Have you ever been told to “turn that frown upside down” even though you weren’t necessarily upset? If you’re someone with resting bitch face, then you know the struggle. Resting bitch face, or RBF, is a term used to describe a neutral facial expression that may appear angry or unapproachable to others.
Resting Bitch Face (or RBF) is a phenomenon that drives the women who suffer from it crazy.
But, have you ever wondered what causes RBF? Believe it or not, there is actually science behind this phenomenon. Research suggests that people with RBF actually have a stronger muscle tone in the muscles responsible for creating a frown, which causes their neutral expression to look more negative.
More reading:
It seems that they’re constantly being asked just why it is that they look so angry or unimpressed with the world, only for them to endeavour to explain:
“No actually, it’s just my face.“
Being someone who suffers with Resting Bitch Face myself, I know all about the hassles. I can’t step onto a public bus and zone off without some ‘good Samaritan’ asking why I have such a sour look on my face. Look mate, I hate to break it to you but that’s not emotion, it’s genetics.
Anyway, I was pretty interested to hear about researchers doing what they do best and getting into the science behind Resting Bitch Face. Finally, some insight into the condition that has plagued me since my toddlerhood!
The Research
Jason Rogers and Abbe Macbeth from Holland’s Noldus Information Technology were the researchers in question. They wanted to know why some resting faces are clearly expressionless, while others look very moody, and why overall Resting Bitch Face is considered a female issue.
Using high-tech observation tools that read human expressions they mapped and analysed around 500 points on the face, grouping the expressions that resulted from those points into eight basic emotions. These emotions were sadness, anger, fear, happiness, surprise, disgust, contempt and, of course, neutral.
What they found was pretty interesting. In an absolutely expressionless face there was about 97% neutrality. That’s essentially the true slack-jawed, staring off into the unknown look. The other 3% was made up of what they called “little blips of emotion” such as surprise or sadness.
However, when the researchers examined the faces of some celebs who are often accused by the media of having Resting Bitch Face, they found that the amount of emotion they were detecting doubled. And one particular emotion got a lot of facial air time in the Resting Bitch Face group: contempt.
It turns out that signals in the face that the researchers had assigned to the emotion contempt were incredibly small, almost unnoticed. However, the machine worked in exactly the same way that our brains do, meaning that if it was seeing contempt, so would the public.
A Women’s Issue
What was most interesting about the research of Rogers and Macbeth is that they totally steamrolled the assumption that Resting Bitch Face is something that women in particular are condemned with.
On the contrary their facial analysis technology, which is entirely gender-neutral, was able to find indicators of Resting Bitch Face in an equal number of mens and women’s faces. The researchers believe that social norms, as opposed to facial physiology, are behind the incorrect assumptions.
“(It’s) expected from women far more than it’s expected from men, and there’s a lot of anecdotal articles and scientific literature on that,” Macbeth said.
“So RBF isn’t necessarily something that occurs more in women, but we’re more attuned to notice it in women because women have more pressure on them to be happy and smiley and to get along with others.”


_PROBLEM TO SOLVE:_ Top to bottom, give the entries again exactly as written.

RECORDS FOR PROCESSING Block Start

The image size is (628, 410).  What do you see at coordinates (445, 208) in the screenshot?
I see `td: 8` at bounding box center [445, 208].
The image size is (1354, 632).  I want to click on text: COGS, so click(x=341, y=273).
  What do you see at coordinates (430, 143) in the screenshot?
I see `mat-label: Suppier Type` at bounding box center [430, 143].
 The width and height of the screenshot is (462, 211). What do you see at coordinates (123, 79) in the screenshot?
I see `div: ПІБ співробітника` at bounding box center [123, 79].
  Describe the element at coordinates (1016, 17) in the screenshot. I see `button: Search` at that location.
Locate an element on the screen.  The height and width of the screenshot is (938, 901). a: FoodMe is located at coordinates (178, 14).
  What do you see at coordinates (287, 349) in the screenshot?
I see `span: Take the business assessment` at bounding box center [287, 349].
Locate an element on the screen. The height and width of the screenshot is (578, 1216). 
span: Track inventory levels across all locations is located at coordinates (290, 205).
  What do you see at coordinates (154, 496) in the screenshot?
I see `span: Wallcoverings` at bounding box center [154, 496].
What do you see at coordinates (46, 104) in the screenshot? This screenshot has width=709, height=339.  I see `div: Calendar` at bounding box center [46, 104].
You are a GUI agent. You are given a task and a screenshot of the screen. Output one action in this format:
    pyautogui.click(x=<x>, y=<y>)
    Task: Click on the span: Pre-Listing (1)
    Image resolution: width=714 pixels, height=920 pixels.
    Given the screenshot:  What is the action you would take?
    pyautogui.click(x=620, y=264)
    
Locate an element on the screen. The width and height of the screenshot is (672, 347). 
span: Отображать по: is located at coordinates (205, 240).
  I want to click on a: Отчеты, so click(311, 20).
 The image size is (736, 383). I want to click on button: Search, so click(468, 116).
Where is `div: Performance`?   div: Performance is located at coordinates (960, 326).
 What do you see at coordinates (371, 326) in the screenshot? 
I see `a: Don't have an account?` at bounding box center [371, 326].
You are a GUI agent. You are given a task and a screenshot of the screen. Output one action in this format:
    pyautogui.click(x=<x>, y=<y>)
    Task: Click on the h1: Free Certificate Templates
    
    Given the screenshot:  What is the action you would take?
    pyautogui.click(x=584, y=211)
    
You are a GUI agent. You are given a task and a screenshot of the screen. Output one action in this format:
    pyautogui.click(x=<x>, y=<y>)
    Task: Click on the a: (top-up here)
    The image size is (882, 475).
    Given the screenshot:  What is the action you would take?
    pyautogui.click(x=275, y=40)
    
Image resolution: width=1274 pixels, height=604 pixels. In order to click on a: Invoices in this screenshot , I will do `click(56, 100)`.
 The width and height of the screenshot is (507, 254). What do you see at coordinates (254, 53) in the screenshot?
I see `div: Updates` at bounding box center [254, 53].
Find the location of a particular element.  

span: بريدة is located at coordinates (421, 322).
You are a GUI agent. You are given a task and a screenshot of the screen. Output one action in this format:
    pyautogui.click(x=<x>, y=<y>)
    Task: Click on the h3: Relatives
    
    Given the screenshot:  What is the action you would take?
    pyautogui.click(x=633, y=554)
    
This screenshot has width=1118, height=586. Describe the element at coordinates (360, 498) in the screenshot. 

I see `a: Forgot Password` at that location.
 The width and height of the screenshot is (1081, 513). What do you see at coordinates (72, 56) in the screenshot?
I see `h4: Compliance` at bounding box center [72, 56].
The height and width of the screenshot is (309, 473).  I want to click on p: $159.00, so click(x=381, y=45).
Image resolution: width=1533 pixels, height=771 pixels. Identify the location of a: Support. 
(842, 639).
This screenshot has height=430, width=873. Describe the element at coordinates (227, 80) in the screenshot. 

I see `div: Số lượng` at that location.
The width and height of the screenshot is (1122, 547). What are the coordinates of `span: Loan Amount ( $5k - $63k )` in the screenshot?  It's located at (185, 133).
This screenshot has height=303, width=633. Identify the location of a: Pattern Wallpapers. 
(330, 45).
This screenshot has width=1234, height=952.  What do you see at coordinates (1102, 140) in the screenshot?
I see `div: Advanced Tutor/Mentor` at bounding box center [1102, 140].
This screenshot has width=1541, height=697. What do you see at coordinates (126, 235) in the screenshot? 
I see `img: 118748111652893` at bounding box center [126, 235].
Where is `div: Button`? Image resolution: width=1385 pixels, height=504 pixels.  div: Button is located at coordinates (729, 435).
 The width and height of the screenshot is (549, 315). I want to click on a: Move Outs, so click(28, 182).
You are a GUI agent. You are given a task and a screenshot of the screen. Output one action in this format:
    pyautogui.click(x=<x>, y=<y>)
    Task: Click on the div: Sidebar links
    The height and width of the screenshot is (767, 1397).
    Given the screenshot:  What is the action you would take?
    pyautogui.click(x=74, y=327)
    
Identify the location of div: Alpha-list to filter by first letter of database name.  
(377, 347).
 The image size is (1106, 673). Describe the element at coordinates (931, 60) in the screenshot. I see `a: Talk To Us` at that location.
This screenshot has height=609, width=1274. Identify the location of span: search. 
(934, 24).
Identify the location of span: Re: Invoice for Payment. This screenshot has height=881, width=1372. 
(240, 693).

RECORDS FOR PROCESSING Block End

_SOLUTION TO THIS PROBLEM:_
The image size is (628, 410).  What do you see at coordinates (445, 208) in the screenshot?
I see `td: 8` at bounding box center [445, 208].
The image size is (1354, 632).  I want to click on text: COGS, so click(x=341, y=273).
  What do you see at coordinates (430, 143) in the screenshot?
I see `mat-label: Suppier Type` at bounding box center [430, 143].
 The width and height of the screenshot is (462, 211). What do you see at coordinates (123, 79) in the screenshot?
I see `div: ПІБ співробітника` at bounding box center [123, 79].
  Describe the element at coordinates (1016, 17) in the screenshot. I see `button: Search` at that location.
Locate an element on the screen.  The height and width of the screenshot is (938, 901). a: FoodMe is located at coordinates (178, 14).
  What do you see at coordinates (287, 349) in the screenshot?
I see `span: Take the business assessment` at bounding box center [287, 349].
Locate an element on the screen. The height and width of the screenshot is (578, 1216). 
span: Track inventory levels across all locations is located at coordinates (290, 205).
  What do you see at coordinates (154, 496) in the screenshot?
I see `span: Wallcoverings` at bounding box center [154, 496].
What do you see at coordinates (46, 104) in the screenshot? This screenshot has width=709, height=339.  I see `div: Calendar` at bounding box center [46, 104].
You are a GUI agent. You are given a task and a screenshot of the screen. Output one action in this format:
    pyautogui.click(x=<x>, y=<y>)
    Task: Click on the span: Pre-Listing (1)
    Image resolution: width=714 pixels, height=920 pixels.
    Given the screenshot:  What is the action you would take?
    pyautogui.click(x=620, y=264)
    
Locate an element on the screen. The width and height of the screenshot is (672, 347). 
span: Отображать по: is located at coordinates (205, 240).
  I want to click on a: Отчеты, so click(311, 20).
 The image size is (736, 383). I want to click on button: Search, so click(468, 116).
Where is `div: Performance`?   div: Performance is located at coordinates (960, 326).
 What do you see at coordinates (371, 326) in the screenshot? 
I see `a: Don't have an account?` at bounding box center [371, 326].
You are a GUI agent. You are given a task and a screenshot of the screen. Output one action in this format:
    pyautogui.click(x=<x>, y=<y>)
    Task: Click on the h1: Free Certificate Templates
    
    Given the screenshot:  What is the action you would take?
    pyautogui.click(x=584, y=211)
    
You are a GUI agent. You are given a task and a screenshot of the screen. Output one action in this format:
    pyautogui.click(x=<x>, y=<y>)
    Task: Click on the a: (top-up here)
    The image size is (882, 475).
    Given the screenshot:  What is the action you would take?
    pyautogui.click(x=275, y=40)
    
Image resolution: width=1274 pixels, height=604 pixels. In order to click on a: Invoices in this screenshot , I will do `click(56, 100)`.
 The width and height of the screenshot is (507, 254). What do you see at coordinates (254, 53) in the screenshot?
I see `div: Updates` at bounding box center [254, 53].
Find the location of a particular element.  

span: بريدة is located at coordinates (421, 322).
You are a GUI agent. You are given a task and a screenshot of the screen. Output one action in this format:
    pyautogui.click(x=<x>, y=<y>)
    Task: Click on the h3: Relatives
    
    Given the screenshot:  What is the action you would take?
    pyautogui.click(x=633, y=554)
    
This screenshot has width=1118, height=586. Describe the element at coordinates (360, 498) in the screenshot. 

I see `a: Forgot Password` at that location.
 The width and height of the screenshot is (1081, 513). What do you see at coordinates (72, 56) in the screenshot?
I see `h4: Compliance` at bounding box center [72, 56].
The height and width of the screenshot is (309, 473).  I want to click on p: $159.00, so click(x=381, y=45).
Image resolution: width=1533 pixels, height=771 pixels. Identify the location of a: Support. 
(842, 639).
This screenshot has height=430, width=873. Describe the element at coordinates (227, 80) in the screenshot. 

I see `div: Số lượng` at that location.
The width and height of the screenshot is (1122, 547). What are the coordinates of `span: Loan Amount ( $5k - $63k )` in the screenshot?  It's located at (185, 133).
This screenshot has height=303, width=633. Identify the location of a: Pattern Wallpapers. 
(330, 45).
This screenshot has width=1234, height=952.  What do you see at coordinates (1102, 140) in the screenshot?
I see `div: Advanced Tutor/Mentor` at bounding box center [1102, 140].
This screenshot has width=1541, height=697. What do you see at coordinates (126, 235) in the screenshot? 
I see `img: 118748111652893` at bounding box center [126, 235].
Where is `div: Button`? Image resolution: width=1385 pixels, height=504 pixels.  div: Button is located at coordinates (729, 435).
 The width and height of the screenshot is (549, 315). I want to click on a: Move Outs, so click(28, 182).
You are a GUI agent. You are given a task and a screenshot of the screen. Output one action in this format:
    pyautogui.click(x=<x>, y=<y>)
    Task: Click on the div: Sidebar links
    The height and width of the screenshot is (767, 1397).
    Given the screenshot:  What is the action you would take?
    pyautogui.click(x=74, y=327)
    
Identify the location of div: Alpha-list to filter by first letter of database name.  
(377, 347).
 The image size is (1106, 673). Describe the element at coordinates (931, 60) in the screenshot. I see `a: Talk To Us` at that location.
This screenshot has height=609, width=1274. Identify the location of span: search. 
(934, 24).
Identify the location of span: Re: Invoice for Payment. This screenshot has height=881, width=1372. 
(240, 693).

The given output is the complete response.